You could. Note that Meta-CVS supports the concept of a ``partial
sandbox''. If you type ``mcvs co project sub/dir'' then you get a
sandbox called ``dir'' containing only the specified subdirectory.
This is (currently) not efficient in terms of reducing the amount of
material actually downloaded from CVS, but it gives you the high level
semantics of having checked out just that subdirectory, which can be
useful. As a developer you can pretend that you have a bunch of small
projects.
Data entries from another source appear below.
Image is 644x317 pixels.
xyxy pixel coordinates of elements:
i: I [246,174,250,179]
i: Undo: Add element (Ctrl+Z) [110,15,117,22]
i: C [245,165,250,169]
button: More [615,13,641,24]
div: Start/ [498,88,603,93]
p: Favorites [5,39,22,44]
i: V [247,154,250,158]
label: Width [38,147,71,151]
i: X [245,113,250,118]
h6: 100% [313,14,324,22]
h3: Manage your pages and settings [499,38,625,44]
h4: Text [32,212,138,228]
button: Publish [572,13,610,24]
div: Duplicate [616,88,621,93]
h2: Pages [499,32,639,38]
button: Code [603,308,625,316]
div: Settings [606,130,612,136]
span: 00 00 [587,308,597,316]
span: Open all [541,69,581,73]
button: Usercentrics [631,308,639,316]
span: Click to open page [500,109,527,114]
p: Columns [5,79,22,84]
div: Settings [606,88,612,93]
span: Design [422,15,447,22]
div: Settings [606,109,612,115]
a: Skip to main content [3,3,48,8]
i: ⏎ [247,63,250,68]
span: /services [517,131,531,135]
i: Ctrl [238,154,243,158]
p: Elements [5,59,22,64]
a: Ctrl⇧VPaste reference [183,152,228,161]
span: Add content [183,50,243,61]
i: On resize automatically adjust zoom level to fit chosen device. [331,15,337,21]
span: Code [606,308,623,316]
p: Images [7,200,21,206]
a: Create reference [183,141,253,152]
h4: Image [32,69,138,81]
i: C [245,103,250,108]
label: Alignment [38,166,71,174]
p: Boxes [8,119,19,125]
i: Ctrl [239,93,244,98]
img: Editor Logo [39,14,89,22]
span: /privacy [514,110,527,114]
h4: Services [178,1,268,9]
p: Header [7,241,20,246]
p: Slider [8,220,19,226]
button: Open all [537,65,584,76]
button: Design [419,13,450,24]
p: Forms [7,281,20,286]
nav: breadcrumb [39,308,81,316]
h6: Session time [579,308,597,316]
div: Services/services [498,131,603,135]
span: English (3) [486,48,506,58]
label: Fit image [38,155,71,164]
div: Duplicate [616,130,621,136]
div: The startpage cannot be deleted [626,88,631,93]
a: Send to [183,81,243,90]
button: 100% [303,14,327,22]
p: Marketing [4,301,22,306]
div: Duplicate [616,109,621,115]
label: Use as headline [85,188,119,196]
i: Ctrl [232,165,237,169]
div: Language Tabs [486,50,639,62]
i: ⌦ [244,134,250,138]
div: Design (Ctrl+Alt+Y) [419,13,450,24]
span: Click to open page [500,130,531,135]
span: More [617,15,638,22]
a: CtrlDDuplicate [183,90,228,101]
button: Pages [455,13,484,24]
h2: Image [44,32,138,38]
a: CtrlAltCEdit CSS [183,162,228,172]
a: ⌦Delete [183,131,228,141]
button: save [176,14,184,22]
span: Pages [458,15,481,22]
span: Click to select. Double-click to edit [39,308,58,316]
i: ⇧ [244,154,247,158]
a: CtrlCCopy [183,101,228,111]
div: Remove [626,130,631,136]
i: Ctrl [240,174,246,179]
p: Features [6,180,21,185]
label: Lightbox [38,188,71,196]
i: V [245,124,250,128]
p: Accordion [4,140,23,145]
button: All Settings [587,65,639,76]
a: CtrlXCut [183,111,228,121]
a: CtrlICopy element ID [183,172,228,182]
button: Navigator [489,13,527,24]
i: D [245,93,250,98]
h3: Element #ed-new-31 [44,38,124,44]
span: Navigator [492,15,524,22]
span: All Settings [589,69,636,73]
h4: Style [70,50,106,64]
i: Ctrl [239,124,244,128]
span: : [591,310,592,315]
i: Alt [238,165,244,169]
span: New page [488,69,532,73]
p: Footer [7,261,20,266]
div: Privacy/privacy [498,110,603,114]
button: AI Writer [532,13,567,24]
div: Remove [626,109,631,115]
As a release manager, you can treat them as one big project:
branch the whole world at once, tag a release over all the projects,
etc.

If someone renames a file from your visible area into an area of the
project that is not visible in your partial sandbox, or moves files
into your sandbox, this is intelligently handled, and you see messages
like:

   * moving foo.c -> (out of sandbox)
   * moving (out of sandbox) -> bar.html

The grab command supports partial sandboxes also; this allows you to
track third party code at the component level, rather than
whole-project level. For instance if there is some interesting library
you'd like to add as a subdirectory of your project, just add an extra
parameter to grab to specify the subdirectory name. Only that
subdirectory is synchronized to the third-party tree; the invisible
parts of the project are ignored and untouched. If you don't plan on
making any local modifications to it right away, you can just grab
snapshots of it directly to the trunk.

The current Meta-CVS has features that are not described at all in the
Jan. 25 paper, and the format of the MAP file is different too.